What do you think of Gaelic?

There's a good chance you've never given Gaelic a second's thought. You may have noticed the word POILEAS on a police car but you'll have shrugged it off. Maybe you've come across the Alba Channel on TV in your desperate search during the Covid lockdown for any kind of footie to watch, even if it comes with a Gaelic commentary. Maybe your wean watches Peppa Pig in Gaelic. Mostly, you probably do what the First Minister suggests during the Covid-19 pandemic: you keep the heid and move on.

Unless, of course, you're a member of the bampot brigade and you're hanging about Twitter and Facebook just waiting to be offended by any reference to Scottishness and are convinced that the "outrageous spending" on a "dead language" by the Scottish Government is an affront, part of a plan by Nicola Sturgeon (because everything is her fault, innit?) to force us all to speak Gaelic.

No, I'm not making that up: I've come across quite a few references to outrageous spending on Gaelic. In fact, Gaelic and Scots got about 28.75 million in 2018-9. That's from a total Scottish budget of about 75 BILLION.

If I knew how, I would work the percentage out for you, but I think the figure probably starts with 0.00 + maybe ends in a 1.

In other words, the Gaelic budget is chickenfeed.

The Scots budget - if, like me, you're a Scots speaker - is worse than chickenfeed. It's an insult. And Scots who may deny they are Scots speakers in the anglophone world - and there are many - but talk Scots aw the time in the hoose or wi faimly an freens should maybe realise their language (naw, it's no a dialect and it's no slang) is as endangered as Gaelic is. I'm putting up a wee map here (I've posted it before) so you can see where the Scots language is in the world. Right hand side.


But Gaelic...right. Answer me this: If Gaelic is a dead or dying language, why do the UK press get so agitated about it?  I reckon there have been 3 major attacks on Gaelic in papers like the Herald and the Scotsman in the last couple of years. I was more than annoyed to find that Michael Fry was allowed space in the National a couple of weeks back to tell us all again that the language is dying and should be allowed to die. And then the Guardian joined the assault.

I read Michael Fry's article a couple of times and I still don't know what he was getting at. If Gaelic is dying, why does he feel the need to beat its dying body? Just leave it alone. Articles like his are very depressing for people who have spent a lifetime promoting Gaelic - the language, the music, the poetry, etc. Here's another graphic. No idea where I found this. It's about what we lose every time we lose a language - and we're losing languages all the time.

 

The BBC Scotland website prints photos taken by local photographers every week. Some of my friends have contributed brilliant photos to the gallery. A couple of weeks ago, someone posted a picture of a still Highland loch with the comment that Loch Glas deserved its name. But Loch Glas is a Gaelic landmark and glas in Gaelic doesn't mean glass'.

The same thing happens with Welsh: I've seen several letters in the Observer and the Guardian demanding that we just let "that useless language (Welsh) die". In  recent times, we've had Polish people insulted on the bus and the train and told to 'speak English'. There's not the slightest understanding that just over 50% of the population of the world speaks more than one language. It's not snobbery or an affectation: they just live in areas where more than one language is spoken and they need to be bi- or tri-lingual in order to make a living.

I'm more and more convinced that language is what drove the English out of the EU. It's not just that the English are often monolingual. Plenty of Spaniards only speak Castilian and many French people have no foreign language skills. There are Belgians who can't manage a word of French, even though
they live in a country that is (on paper) both Flemish and French-speaking). The Scots are also often monolingual but at least some of us have the decency to be ashamed of it.

In the case of some English people the problem is expectation: they expect people in other countries to speak English. After all, that's the world language, innit?  Trouble is: English isn't the world language. That would be Chinese, followed by Spanish, Arabic, Punjabi, Portuguese, Malay - and who knows which languages will pop up as the political climate changes?

If we don't know which languages will be to the fore, maybe we need to try and allow all of them a place.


* Exercise aim *
Will you transcribe all the entries word for word, skipping the pictures they hold?

* * * * * * * * *

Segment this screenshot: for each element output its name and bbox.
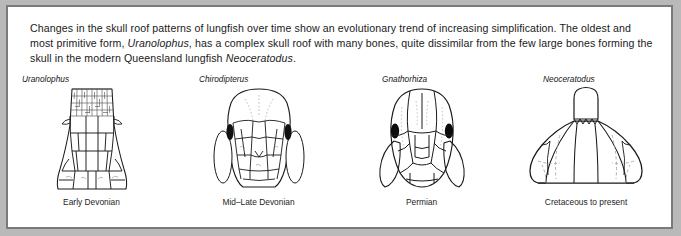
skull-diagram-gnathorhiza	[360, 85, 484, 197]
skull-diagram-chirodipterus	[197, 85, 321, 197]
specimen-neoceratodus: Neoceratodus	[501, 73, 671, 223]
specimen-chirodipterus: Chirodipterus	[175, 73, 342, 223]
figure-panel: Changes in the skull roof patterns of lu…	[6, 5, 673, 229]
caption-text-part3: .	[293, 52, 296, 64]
specimen-genus-label: Uranolophus	[22, 73, 69, 85]
specimen-period-label: Early Devonian	[8, 197, 175, 207]
specimen-row: Uranolophus	[8, 73, 671, 223]
caption-genus-neoceratodus: Neoceratodus	[226, 52, 293, 64]
specimen-genus-label: Neoceratodus	[543, 73, 595, 85]
skull-diagram-neoceratodus	[516, 85, 656, 197]
specimen-uranolophus: Uranolophus	[8, 73, 175, 223]
specimen-genus-label: Gnathorhiza	[382, 73, 427, 85]
caption-genus-uranolophus: Uranolophus	[128, 37, 189, 49]
specimen-period-label: Cretaceous to present	[501, 197, 671, 207]
specimen-period-label: Permian	[342, 197, 501, 207]
specimen-gnathorhiza: Gnathorhiza	[342, 73, 501, 223]
specimen-genus-label: Chirodipterus	[199, 73, 248, 85]
orbit	[226, 124, 291, 140]
figure-caption: Changes in the skull roof patterns of lu…	[30, 21, 655, 66]
skull-diagram-uranolophus	[32, 85, 152, 197]
specimen-period-label: Mid–Late Devonian	[175, 197, 342, 207]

* * * * * * * * *

* Solution to the exercise *
Segment this screenshot: for each element output its name and bbox.
skull-diagram-gnathorhiza	[360, 85, 484, 197]
skull-diagram-chirodipterus	[197, 85, 321, 197]
specimen-neoceratodus: Neoceratodus	[501, 73, 671, 223]
specimen-chirodipterus: Chirodipterus	[175, 73, 342, 223]
figure-panel: Changes in the skull roof patterns of lu…	[6, 5, 673, 229]
caption-text-part3: .	[293, 52, 296, 64]
specimen-genus-label: Uranolophus	[22, 73, 69, 85]
specimen-period-label: Early Devonian	[8, 197, 175, 207]
specimen-row: Uranolophus	[8, 73, 671, 223]
caption-genus-neoceratodus: Neoceratodus	[226, 52, 293, 64]
specimen-genus-label: Neoceratodus	[543, 73, 595, 85]
skull-diagram-neoceratodus	[516, 85, 656, 197]
specimen-uranolophus: Uranolophus	[8, 73, 175, 223]
specimen-genus-label: Gnathorhiza	[382, 73, 427, 85]
caption-genus-uranolophus: Uranolophus	[128, 37, 189, 49]
specimen-period-label: Cretaceous to present	[501, 197, 671, 207]
specimen-period-label: Permian	[342, 197, 501, 207]
specimen-gnathorhiza: Gnathorhiza	[342, 73, 501, 223]
specimen-genus-label: Chirodipterus	[199, 73, 248, 85]
orbit	[226, 124, 291, 140]
figure-caption: Changes in the skull roof patterns of lu…	[30, 21, 655, 66]
skull-diagram-uranolophus	[32, 85, 152, 197]
specimen-period-label: Mid–Late Devonian	[175, 197, 342, 207]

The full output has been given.